Our man in Kabul: McChrystal replaces McKiernan

The Washington Post reports that Lt. Gen. Stanley McChrystal will be replacing Gen. David McKiernan as the top U.S. commander in Afghanistan: The leadership shift comes as the Obama administration has voiced increasingly urgent concern about the surge in violence in Afghanistan as well as unrest in neighboring Pakistan. “We have a new strategy, a ...

585909_090511_McChrystal5.jpg
585909_090511_McChrystal5.jpg

The Washington Post reports that Lt. Gen. Stanley McChrystal will be replacing Gen. David McKiernan as the top U.S. commander in Afghanistan:

The Washington Post reports that Lt. Gen. Stanley McChrystal will be replacing Gen. David McKiernan as the top U.S. commander in Afghanistan:

The leadership shift comes as the Obama administration has voiced increasingly urgent concern about the surge in violence in Afghanistan as well as unrest in neighboring Pakistan.

“We have a new strategy, a new mission and a new ambassador. I believe that new military leadership is also needed,” Gates said at a hastily convened Pentagon news conference.

“I think these two officers will bring . . . a focus which we really need in 2009. And I just didn’t think we could wait until 2010,” Gates said.

Gates praised McChrystal [for] “a unique skill set in counterinsurgency” as well as “fresh thinking.”

A few important things to note about the Petraeus confidante.

First, most bloggers and news outlets seem to concur that the suddenness of the decision — the “hastily convened” press conference, for instance — underscore the seriousness of the situation in Afghanistan and the need for a “nonconventional” approach. 

McChrystal has experience in that approach. He led the covert special forces, which, in the evocative phrasing of the AP, “[fight] in the shadows of battles in Iraq, Afghanistan and beyond.” McChrystal commanded the black ops unit responsible for the manhunt and death of Iraqi insurgency leader Abu Musab al-Zarqawi. (That same unit allegedly abused detainees in a U.S. facility in Iraq, Joshua Foust notes — something McChrystal might have to answer for in his congressional review.) 

Second, McChrystal approved the Silver Star citation given posthumously to Pat Tillman, the former NFL player killed in action in Afghanistan. The award cited Tillman’s heroic conduct in “devastating enemy fire.”

But, at the time, McChrystal had already guessed that Tillman was accidentally killed by U.S. troops. He sent a back-channel memo advising then-President George W. Bush to avoid speaking about the “enemy fire.” Pentagon officials questioned McChrystal over his conduct, though, he ultimately wasn’t punished.  

Stefan Zaklin/Getty Images

Annie Lowrey is assistant editor at FP.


Problem details =
Determine how many lines in the material below contain the string "harm", then state only that count.

======== Provided records ========

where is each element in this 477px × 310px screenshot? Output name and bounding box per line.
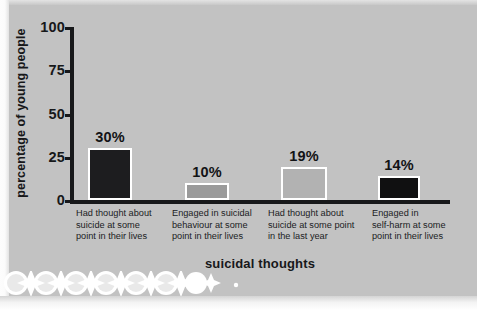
x-category-line: self-harm at some: [372, 220, 467, 232]
x-category-line: suicide at some point: [268, 220, 368, 232]
chart-figure: percentage of young people 0 25 50 75 10…: [0, 0, 477, 310]
x-category-label-3: Engaged in self-harm at some point in th…: [372, 208, 467, 243]
bar-value-label-2: 19%: [289, 148, 319, 164]
x-category-line: behaviour at some: [172, 220, 268, 232]
y-tick-label-50: 50: [48, 105, 65, 121]
x-category-line: Engaged in: [372, 208, 467, 220]
x-category-line: point in their lives: [172, 231, 268, 243]
bar-value-label-1: 10%: [192, 164, 222, 180]
plot-area: 0 25 50 75 100 30% 10% 19% 14%: [70, 27, 450, 200]
bar-3: 14%: [378, 176, 420, 200]
x-category-line: suicide at some: [76, 220, 169, 232]
x-category-line: point in their lives: [372, 231, 467, 243]
x-category-label-0: Had thought about suicide at some point …: [76, 208, 169, 243]
x-category-line: point in their lives: [76, 231, 169, 243]
x-category-line: Had thought about: [76, 208, 169, 220]
y-tick-label-25: 25: [48, 148, 65, 164]
y-tick-label-0: 0: [57, 192, 65, 208]
bar-value-label-3: 14%: [384, 157, 414, 173]
x-axis-title: suicidal thoughts: [70, 256, 450, 271]
x-category-line: Engaged in suicidal: [172, 208, 268, 220]
bar-0: 30%: [88, 148, 132, 200]
y-tick-label-100: 100: [40, 19, 65, 35]
scan-edge-top: [0, 0, 477, 5]
scan-edge-left: [0, 0, 9, 310]
bar-2: 19%: [281, 167, 327, 200]
x-category-label-2: Had thought about suicide at some point …: [268, 208, 368, 243]
x-category-label-1: Engaged in suicidal behaviour at some po…: [172, 208, 268, 243]
bar-value-label-0: 30%: [95, 129, 125, 145]
y-axis-title: percentage of young people: [14, 24, 30, 202]
x-axis-line: [70, 200, 450, 204]
y-tick-label-75: 75: [48, 62, 65, 78]
x-category-line: in the last year: [268, 231, 368, 243]
bar-1: 10%: [185, 183, 229, 200]
x-category-line: Had thought about: [268, 208, 368, 220]
scan-edge-bottom: [0, 296, 477, 310]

========

Exercise output =
2